Thursday, November 30, 2006

An Inconvenient Truth (Davis Guggenheim, 2006)

An Inconvenient Truth (Davis Guggenheim, 2006)

Excerpt:

Davis Guggenheim's documentary "An Inconvenient Truth" has the force of a high tide, pulling imperceptibly yet irresistibly upwards until you're knee deep in it, you can't ignore it, and the edge is some twenty feet behind where you're standing at the moment.

The film is a 96-minute documentary on a series of what appear to be Power Point presentations given by Al Gore who, as he puts it "used to be the next president of the United States (when the audience laughs, he replies "I don't find that particularly funny.")." Gore uses animation, graphs and anecdotes to make the not-so-easy-to-grasp case that the world's average temperature is rising, that man's--and especially the United States'--technology has been largely responsible, and that the consequences on our weather and water levels are going to be dire.


I won't mince words on this one--it's one of the most frightening recent movies I've seen. Unlike pictures like "Hostel" or the "Saw" franchise, it portrays ordinary horrors, horrors you are likely to meet every day (step outside in any Metro Manila street and take a deep breath), and are likely to choke on (now try hold that breath).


Brief
Exactly as written, retype the lines that run from the line holding "Frame 'orange (fruit)' in a box." through the end of the records below. Do not include pictures.

Extracted information
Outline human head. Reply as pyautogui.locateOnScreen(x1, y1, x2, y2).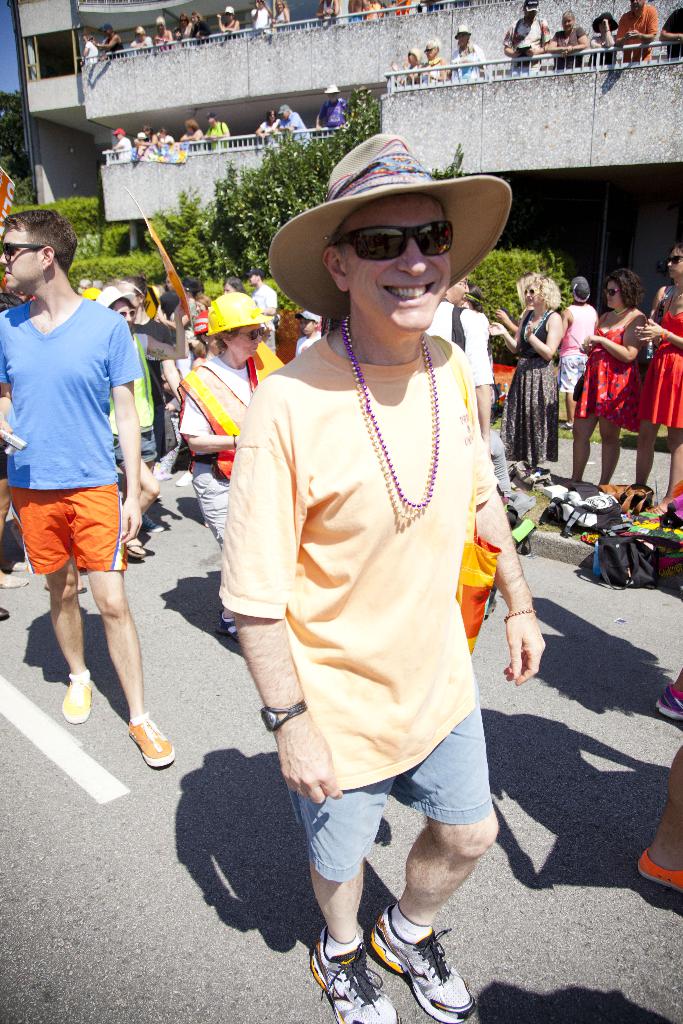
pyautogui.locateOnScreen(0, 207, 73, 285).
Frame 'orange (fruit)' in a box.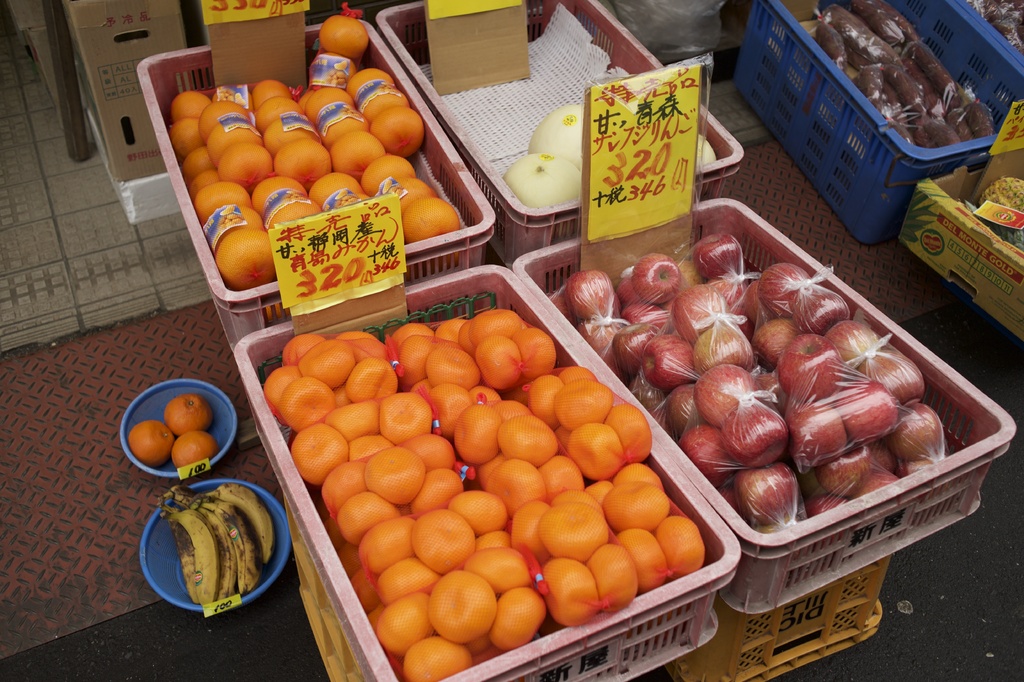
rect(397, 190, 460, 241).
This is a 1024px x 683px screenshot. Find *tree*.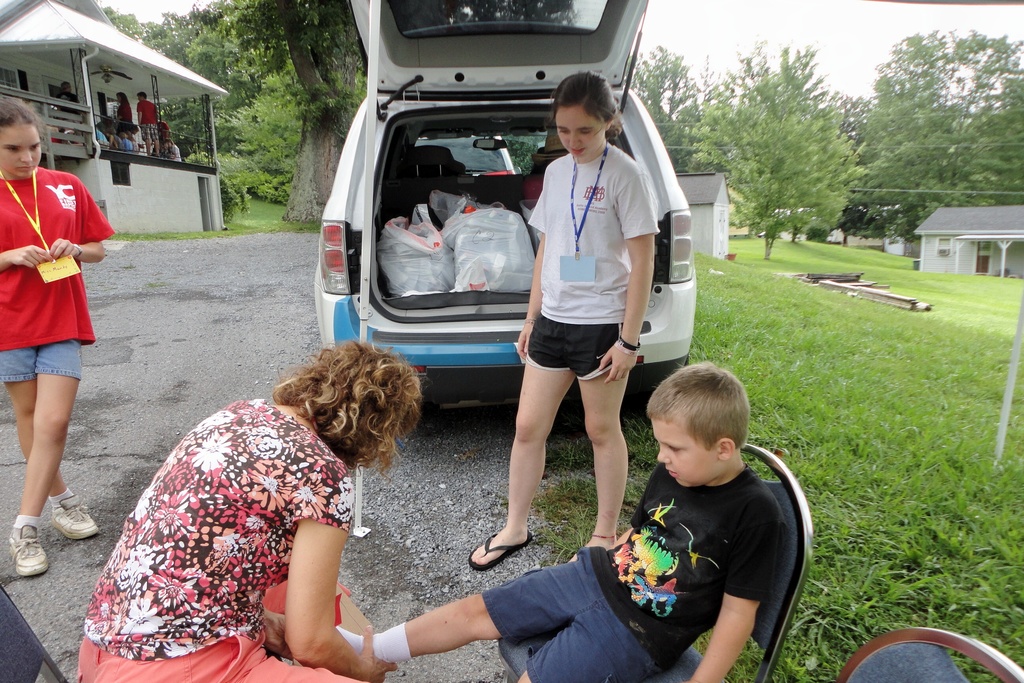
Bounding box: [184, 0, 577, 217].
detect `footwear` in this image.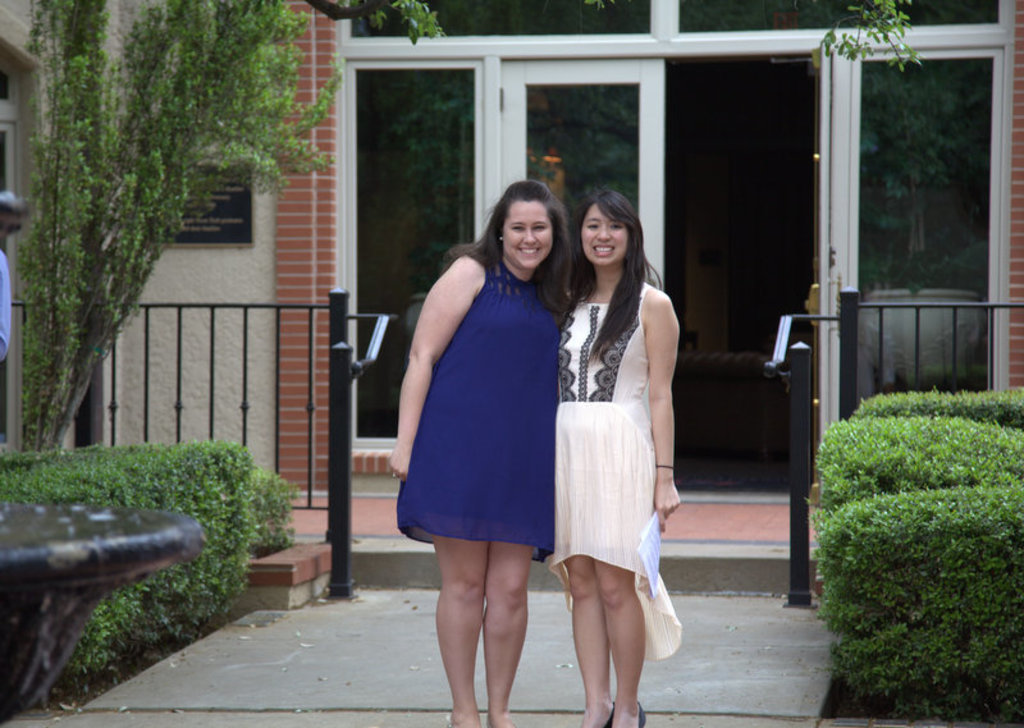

Finished exercise
Frame 'orange (fruit)' in a box.
rect(397, 190, 460, 241).
This is a 1024px x 683px screenshot. Find *tree*.
Bounding box: [184, 0, 577, 217].
detect `footwear` in this image.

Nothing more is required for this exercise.